09 November 2008

Kristof : "The War on Brains"

This morning's New York Times offers up an op-ed column by Nicholas Kristof that discusses our contemporary tendency to dismiss intellectuals. The cultural disdain for "too" deep thought prompts intellectuals to disguise their abilities to avoid being identified as a curious and complex thinker, and for others to reject any inclination to thoughtful complexity altogether. Of our presidents, he writes:

Perhaps John Kennedy was the last president who was unapologetic about his intellect and about luring the best minds to his cabinet. More recently, we’ve had some smart and well-educated presidents who scrambled to hide it. Richard Nixon was a self-loathing intellectual, and Bill Clinton camouflaged a fulgent brain behind folksy Arkansas aphorisms about hogs.

As for President Bush, he adopted anti-intellectualism as administration policy, repeatedly rejecting expertise (from Middle East experts, climate scientists and reproductive health specialists). Mr. Bush is smart in the sense of remembering facts and faces, yet I can’t think of anybody I’ve ever interviewed who appeared so uninterested in ideas.
The view that gut feelings or instinct trumps critical thinking has been about for a while, but when has it become acceptable for a president to rely on such nebulous factors to make critical decisions? Why the large-scale suspicion against people who aim to examine varying sides of an issue before arriving at a conclusion? It's Puzzling. Are we, as a nation, so frightened of complexity that we hesitate to trust it?

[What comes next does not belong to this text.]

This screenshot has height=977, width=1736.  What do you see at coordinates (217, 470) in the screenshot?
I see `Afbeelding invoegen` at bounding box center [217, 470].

Mark Lilla at the Wall Street Journal (found via Sullivan) suggests that anti-intellectualism took hold about 25 years ago, when Conservative thinkers adopted Lionel Trilling's statements on the "adversary culture of intellectuals," which Lilla presents as "the left-leaning press and university establishment" of the 1970s and early 1980s. Ironically, it was Conservative intellectuals, such as Irving Kristol, who employed Trilling's phrase as they embraced populism in the mid-80s, and it caught on. Folksy "common sense" was to be trusted. Now populism has overridden Conservative thought. Lilla argues that, following the 1980s,

there grew up a new generation of conservative writers who cultivated none of their elders' intellectual virtues -- indeed, who saw themselves as counter-intellectuals. Most are well-educated and many have attended Ivy League universities [. . . .] But their function within the conservative movement is no longer to educate and ennoble a populist political tendency, it is to defend that tendency against the supposedly monolithic and uniformly hostile educated classes. They mock the advice of Nobel Prize-winning economists and praise the financial acumen of plumbers and builders. They ridicule ambassadors and diplomats while promoting jingoistic journalists who have never lived abroad and speak no foreign languages. And with the rise of shock radio and television, they have found a large, popular audience that eagerly absorbs their contempt for intellectual elites. They hoped to shape that audience, but the truth is that their audience has now shaped them.

Food for thought.
With Obama, an intellectual president, we might begin to acquire a different view of intellectuals (this, of course, depends on how Obama performs as president). If so, we'll likely see a reaction within the Conservative movement to reinvigorate or reinvent its intellectual tradition and aim to "educate and ennoble" rather than jerk knees.